The Developments Reshaping Sandy Springs

Beyond City Springs itself, the Heards Ferry/Mount Vernon Highway corridor is seeing new residential development within walking distance of the civic center. That's significant — it creates a walkable residential core that Sandy Springs has never had.

The Perimeter Center area (shared with Dunwoody) continues to densify, with mixed-use projects that are turning what used to be office-park dead zones into actual neighborhoods. If you work at one of the major corporate campuses along the Perimeter (Mercedes-Benz USA, UPS, Newell Brands), living nearby is increasingly appealing and the housing options are catching up.

The Honest Assessment

Why people love it: Top schools, relatively affordable compared to Buckhead (for equivalent square footage), quick access to both Midtown and the north suburbs, and a city government that's invested in making this place better. Sandy Springs also has incredible access to the Chattahoochee River — kayaking, trails, and nature that feel shocking for a place this close to a major city.

The trade-offs: Roswell Road traffic is soul-crushing during rush hour.

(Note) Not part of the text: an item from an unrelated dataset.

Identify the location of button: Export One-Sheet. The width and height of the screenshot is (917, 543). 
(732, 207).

Some pockets still feel more like a collection of strip malls than a cohesive city. And if walkability is your top priority, only the City Springs area and a few mixed-use nodes deliver on that promise.

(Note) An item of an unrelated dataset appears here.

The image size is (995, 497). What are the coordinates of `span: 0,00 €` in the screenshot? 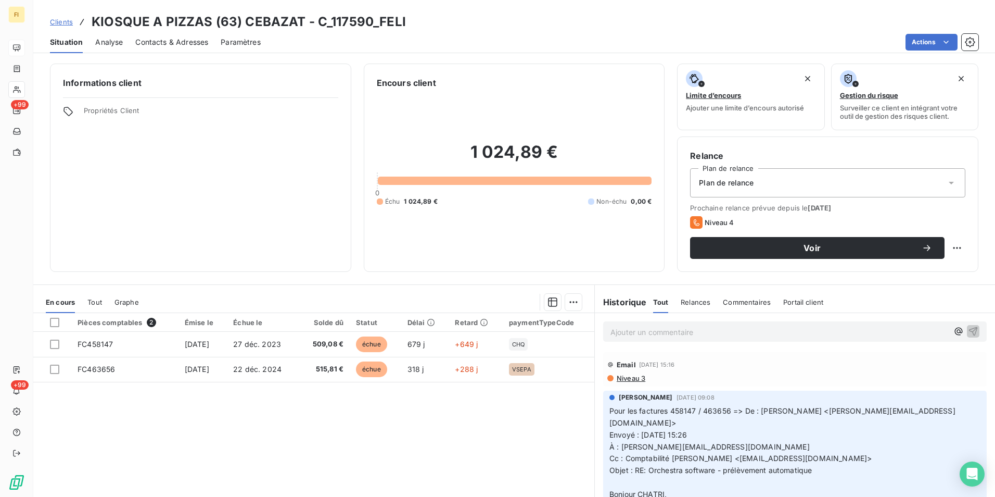 It's located at (641, 201).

MARTA runs through Sandy Springs with two stations (Sandy Springs and North Springs), which is a real advantage for commuters heading south. The bus system connects to the stations, though most residents still drive for daily life.

Who Fits Here

Families who want north Fulton schools without moving 30 miles from the city. Corporate professionals working the Perimeter corridor. Buyers who want more house for the money compared to Buckhead — and don't mind that the neighborhood is still figuring out what it wants to be when it grows up.

Sandy Springs is a city in transition, and buying during a transition is how people build equity. The bones are good, the investment is real, and the direction is clear. Five years from now, the people who bought in 2026 will look smart.


Exploring Sandy Springs? I know which sub-neighborhoods punch above their weight, where the school boundary lines create value gaps, and which new developments are worth the premium. Let's find the right fit.